Course Meeting Times
Lectures: 2 sessions / week, 1.5 hours / session
Prerequisites
All students will be expected to have successfully completed:
- 14.30 Introduction to Statistical Methods in Economics
- 14.32 Econometrics
- 14.01 Principles of Microeconomics
- 14.02 Principles of Macroeconomics
Students may find it useful to take at least one economics field course and perform a UROP (Undergraduate Research Opportunity) before taking this course, but these are not requirements.
Requirements
ACTIVITIES | PERCENTAGES |
---|---|
Attendance and participation | 10 |
Attendance at required office hours/ completion of assigned tasks | 15 |
Assignment and short paper | 20 |
Two presentations | 10 |
Proposal and two drafts for main project | 45 |
There will be no exams, and nothing will be due during finals week.
14.33 Policies
- You are permitted, in fact encouraged, to discuss all course material with other students in the class. However, you must, obviously, hand in your own individual papers. Discussion with others is intended to clarify ideas, concepts, and technical questions, not to derive group papers.
- In fairness to students who complete assignments on time, students failing to hand in the proposal or assigned section drafts on time will receive no credit for that assignment. We will accept late papers, but their grades will be penalized a half a letter grade a day for lateness.
- Cheating or academic dishonesty in any form will not be tolerated and will result in swift punitive action. This includes but is not restricted to copying material from other students, lying, or plagiarizing from any source. See the Writing and Humanistic Studies' website section about Avoiding Plagiarism, for clarification on what constitutes plagiarism. Any student found to have cheated or behaved unethically or dishonestly will be given a grade of F on the assignment involved and referred to the appropriate disciplinary committees within MIT for further action.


» Exercise
Every line of the data below that holds the string "edge" needs to be reported.

Entries taken from a collection:
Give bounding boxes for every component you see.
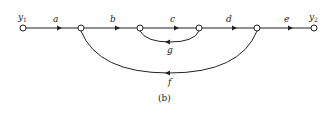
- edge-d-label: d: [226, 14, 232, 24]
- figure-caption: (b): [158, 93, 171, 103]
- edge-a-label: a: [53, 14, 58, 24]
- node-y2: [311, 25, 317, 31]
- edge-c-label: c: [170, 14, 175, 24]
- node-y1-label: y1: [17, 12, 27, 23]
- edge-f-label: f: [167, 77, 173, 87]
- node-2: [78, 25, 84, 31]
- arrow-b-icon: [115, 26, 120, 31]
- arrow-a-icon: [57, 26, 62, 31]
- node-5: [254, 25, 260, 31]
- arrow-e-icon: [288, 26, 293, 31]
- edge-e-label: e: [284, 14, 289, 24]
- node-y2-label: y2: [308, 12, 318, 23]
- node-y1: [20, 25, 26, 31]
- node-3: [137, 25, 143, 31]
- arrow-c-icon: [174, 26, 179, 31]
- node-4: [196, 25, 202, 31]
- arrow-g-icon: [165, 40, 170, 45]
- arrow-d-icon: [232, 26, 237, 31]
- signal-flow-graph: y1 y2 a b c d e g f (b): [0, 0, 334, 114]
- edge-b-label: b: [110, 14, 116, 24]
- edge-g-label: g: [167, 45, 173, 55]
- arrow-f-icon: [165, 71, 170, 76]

» Solution to this exercise
- edge-d-label: d: [226, 14, 232, 24]
- edge-a-label: a: [53, 14, 58, 24]
- edge-c-label: c: [170, 14, 175, 24]
- edge-f-label: f: [167, 77, 173, 87]
- edge-e-label: e: [284, 14, 289, 24]
- edge-b-label: b: [110, 14, 116, 24]
- edge-g-label: g: [167, 45, 173, 55]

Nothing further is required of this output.